The field of Law and Economics has long urged governments to rely more heavily on monetary fines and less heavily on incarceration. Indeed, hard-headed legal economists routinely declare that criminal justice systems should rely exclusively on monetary penalties unless the optimal fine is so large that convicted defendants are literally unable to pay it.* Then, and only then, does it make sense to send the guilty to jail.**
In practice, however, this conclusion is far less dramatic than it sounds. The harsh reality is that criminal defendants are usually poor. Or even indigent. Since optimal fines for serious crimes tend to be enormous, convicts will almost always be literally unable to pay their optimal fine — and would therefore end up in jail, just as they do today.
Granted, you could try garnishing criminals’ wages. But this has severe logistical problems. Heavy garnishing doesn’t just discourage work; it encourages criminals to switch to the black market so their official earnings will be zero. This is especially bad when you realize that convicts’ “black market occupation” could easily be thief or robber.
Amazingly, though, there is another way to impose monetary sanctions on criminals. A simple way. An easy way. A way that costs taxpayers less than nothing. Namely: Cut their government benefits!
Suppose you’re convicted of shoplifting. The optimal fine is $10,000, which you don’t currently have. But in a generous welfare state such as ours, the government has already promised to give you far more than $10,000 during your retirement. Rather than imprison you, rather than garnish your wages, the government could directly deduct $10,000 (plus interest) from your future Social Security payments. Instead of expressing your punishment in terms of years in jail, the judge could express your punishment in terms of years of delay: “Due to your conviction for grand theft auto, your retirement age has been raised from 65 years of age to 68 years of age. May God grant you the strength to provide for yourself for those three extra years.”
As usual in economic policy, most complaints can be handled by toggling the dials. The punishment is too light? Increase it. The punishment’s too harsh? Decrease it. You’ve already run out of Social Security benefits? Then raise the age of Medicare eligibility. You plan to live fast and die young? Then take away current benefits — SNAP or Medicaid — instead of future benefits.
I call this approach “austerian deterrence”: stopping crime by spending less taxpayer money. And it’s a proverbial no-brainer. In the words of Chandler Bing, “Could austerian deterrence be any easier?
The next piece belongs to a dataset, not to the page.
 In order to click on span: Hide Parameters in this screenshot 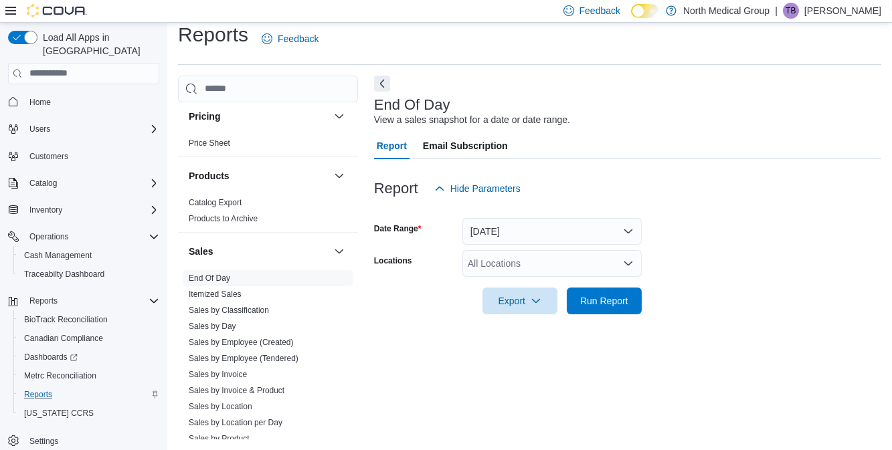, I will do `click(485, 189)`.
Could it be any cheaper?”
If you believe redistribution exists primarily to handle externalities rather than help the needy, you have reason to be nervous. But this belief is really quite silly. If the main point of redistribution were to stop crime and revolution, governments would target healthy young males, not the sick, the elderly, and women and children. But it is these four groups that receive almost all government largesse.
The animating idea of the welfare state is that the government guarantees a tolerable standard of living to everyone. As a result, “the poor” aren’t really poor and “the indigent” definitely aren’t really indigent. Implication: As long as the welfare state exists, monetary fines are a viable punishment for almost every citizen. What the government has given, the government can take away. Or to be more precise, what the government has promised, the government can withhold.
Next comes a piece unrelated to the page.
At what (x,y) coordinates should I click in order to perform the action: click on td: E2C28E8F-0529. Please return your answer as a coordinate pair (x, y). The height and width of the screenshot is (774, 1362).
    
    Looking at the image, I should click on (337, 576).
Why isn’t austerian deterrence already widely practiced? The only credible answer is selective squeamishness. Putting young men in jails with high rates of sexual abuse? Tough luck. If you can’t do the time, don’t do the time. Taking away young men’s Social Security benefits? Monstrous! A flagrant violation of basic human rights! It’s a classic case of the unbearable arbitrariness of deploring that pervades human societies.
Still, the harsh reality is that the welfare state is out of control and only austerity can save us. Since austerity is on the horizon anyway, why not start with the lowest-hanging fruit? Austerian deterrence really will punish crime and cut the deficit at the same time. We ought to do it.
* What about criminals who are extremely likely to keep re-offending? Simple: A truly optimal fine factors in the expected cost of future crimes, not just the observed cost of past crimes.
** Alternately, you could use corporal punishment, but that’s a separate issue.
HT: Thanks to one of my sons for giving me this idea. But responsibility for embracing it rests on me alone.
People who commit crimes are already very likely to be young (under 30 for large majority) and have significantly higher than average time discounting. You are proposing a punishment that won't take effect for between 3 to 4 decades (if ever). It is not particularly likely to work at any reasonable amount.
I'm willing to have my mind changed by evidence, but my intuition is that cutting the social security benefits of people with high time preferences is unlikely to be an effective form of deterrence.